Similarly, Admiral Ernest King dubbed Taiwan “the cork in the bottle” of Japanese SLOCs during World War II.3 Were Taiwanese sovereignty ever so challenged as to call into question the security of the SLOCs it straddles, a revisionist and belligerent China could threaten these vital economic links. Speaking strictly from this perspective, and without regard for the persuasive political and moral considerations of continued Taiwanese sovereignty, it is decidedly in U.S. national interest to deter a hostile takeover of Taiwan by China and maintain the kinetic capabilities necessary to protect Taiwan if deterrence fails.

A MODERN READING OF CORBETT
A prolonged high-end conflict with the People’s Liberation Army Navy (PLAN) will prove incredibly difficult for the U.S. Navy. It is no secret that China would seek to sever the Navy’s vulnerable supply networks, targeting resupply vessels and depots across the Indo-Pacific.4 While it is possible the United States will strengthen or otherwise diversify its logistics network, the confines of geography will endure—in a Taiwanese contingency, China would be fighting (and resupplying) in its strategic backyard.5 If deterrence fails, the Navy must be prepared to fight and win in as short a timeframe as possible.

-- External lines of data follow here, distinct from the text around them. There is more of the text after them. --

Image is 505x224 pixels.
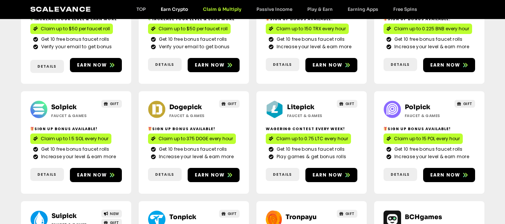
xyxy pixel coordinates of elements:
a: GIFT [101,100,122,108]
span: Increase your level & earn more [393,153,469,160]
a: Details [384,168,417,181]
a: GIFT [219,210,240,218]
span: Get 10 free bonus faucet rolls [157,36,227,43]
a: TOP [129,6,153,12]
a: Details [266,168,300,181]
span: GIFT [110,101,119,107]
img: 🎁 [30,127,34,131]
span: Get 10 free bonus faucet rolls [275,36,345,43]
span: Play games & get bonus rolls [275,153,346,160]
a: Claim up to 0.225 BNB every hour [384,24,472,34]
span: Increase your level & earn more [275,43,351,50]
span: Get 10 free bonus faucet rolls [39,36,110,43]
img: 🎁 [148,127,152,131]
h2: Sign Up Bonus Available! [266,16,357,22]
span: Get 10 free bonus faucet rolls [275,146,345,153]
a: Tronpayu [286,213,317,221]
a: Litepick [287,103,314,111]
span: Details [391,172,410,177]
h2: Sign Up Bonus Available! [30,126,122,132]
span: Earn now [430,62,461,68]
h2: Faucet & Games [405,113,452,119]
a: Earn Crypto [153,6,196,12]
a: Details [30,168,64,181]
a: Solpick [51,103,77,111]
span: Get 10 free bonus faucet rolls [39,146,110,153]
span: Earn now [77,172,107,178]
a: GIFT [455,100,475,108]
span: Earn now [313,62,343,68]
a: Claim up to 0.75 LTC every hour [266,133,351,144]
a: Passive Income [249,6,300,12]
a: Claim up to 15 POL every hour [384,133,463,144]
span: Details [273,172,292,177]
a: Scalevance [30,5,92,13]
span: Earn now [430,172,461,178]
a: Details [384,58,417,71]
a: NEW [101,210,122,218]
a: Tonpick [169,213,196,221]
span: Verify your email to get bonus [157,43,230,50]
a: Claim up to 150 TRX every hour [266,24,349,34]
span: Claim up to 1.5 SOL every hour [41,135,108,142]
span: GIFT [346,211,355,217]
span: NEW [110,211,119,217]
img: 🎁 [384,127,387,131]
h2: Faucet & Games [51,113,98,119]
span: Details [273,62,292,67]
a: Earn now [188,168,240,182]
a: Details [30,60,64,73]
span: Earn now [195,62,225,68]
span: Claim up to 0.225 BNB every hour [394,25,469,32]
a: Earn now [305,168,357,182]
a: Suipick [52,212,77,220]
span: Details [391,62,410,67]
span: Get 10 free bonus faucet rolls [393,36,463,43]
span: GIFT [346,101,355,107]
a: Earn now [305,58,357,72]
span: Claim up to 150 TRX every hour [276,25,346,32]
span: Increase your level & earn more [157,153,234,160]
span: GIFT [228,101,237,107]
h2: Sign Up Bonus Available! [148,126,240,132]
a: GIFT [337,210,357,218]
span: Details [155,172,174,177]
a: Claim up to $50 per faucet roll [30,24,113,34]
span: GIFT [463,101,473,107]
a: Earn now [70,58,122,72]
h2: Faucet & Games [287,113,334,119]
a: Earn now [423,58,475,72]
span: Increase your level & earn more [39,153,116,160]
span: Claim up to 15 POL every hour [394,135,460,142]
h2: Wagering contest every week! [266,126,357,132]
span: Details [37,64,56,69]
a: Details [266,58,300,71]
a: Earn now [70,168,122,182]
a: Play & Earn [300,6,340,12]
span: Claim up to $50 per faucet roll [41,25,110,32]
a: BCHgames [405,213,442,221]
span: Get 10 free bonus faucet rolls [157,146,227,153]
a: Details [148,168,182,181]
span: Verify your email to get bonus [39,43,112,50]
h2: Faucet & Games [169,113,216,119]
h2: Sign Up Bonus Available! [384,126,475,132]
span: Earn now [313,172,343,178]
h2: Increase your level & earn more [30,16,122,22]
a: Claim up to $50 per faucet roll [148,24,231,34]
span: Claim up to $50 per faucet roll [159,25,228,32]
a: Details [148,58,182,71]
a: Free Spins [386,6,425,12]
span: Details [155,62,174,67]
span: Earn now [77,62,107,68]
span: Increase your level & earn more [393,43,469,50]
span: GIFT [228,211,237,217]
span: Details [37,172,56,177]
span: Earn now [195,172,225,178]
a: Earning Apps [340,6,386,12]
span: Get 10 free bonus faucet rolls [393,146,463,153]
a: Earn now [188,58,240,72]
a: Claim up to 1.5 SOL every hour [30,133,111,144]
a: Claim & Multiply [196,6,249,12]
a: Claim up to 375 DOGE every hour [148,133,236,144]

Does this mean a Mahanian-style concentration-of-forces, winner-take-all battle? Not necessarily. As Corbett puts it, a battleforce need not be “huddled together like a drove of sheep, but distributed with regard to a single common purpose, and linked together by the effectual energy of a single will.”6 In this regard, the distributed maritime operations (DMO) concept is clearly Corbettian in nature. As described by Vice Admiral Philip Sawyer, DMO is “geographically distributed naval forces integrated to synchronize operations across all domains.”7

The theories Corbett espoused in Some Principles of Maritime Strategy, however prophetic, simply cannot be applied 111 years later without significant modification. When Corbett wrote his seminal work in 1911, the unmatched guns of the British battle fleet had a maximum firing range of around ten miles.8 Today’s antiship missiles enjoy effective ranges of hundreds if not thousands of miles. A simple and enduring truth of kinetic warfare is the connection between shooter and target—who can shoot farthest and most effectively? For Corbett, this meant cruisers: fast, lightweight ships serving as “eyes of the fleet”—dedicated to seeking out enemy combatants and reporting their position and maneuvers to more capable battleships for subsequent engagement.9

Of course, the intelligence, surveillance, and reconnaissance (ISR) capabilities of Corbett’s cruisers are a far cry from those of the U.S. Navy’s Ticonderoga class, cruisers arguably just as ISR-capable as their Arleigh Burke–class destroyer compatriots, or the aircraft employed by a carrier strike group.10 Shipborne sensors offer individual units and networked strike groups a wide tactical horizon compared with the dreadnoughts of old. These advances in ISR have been matched equally by the increasing range of shore-based and sea-based strike capabilities.
Read the rest at the link
Posted by:badanov

#1  I read these (thank you, Bad) and the scenarios strike me as so primitive. The author polished up some words to describe 3000 year old traditions.

These scenarios could be applied equally to camel caravans moving across the desert, monitored by bandit scouts along the way to the ambush point.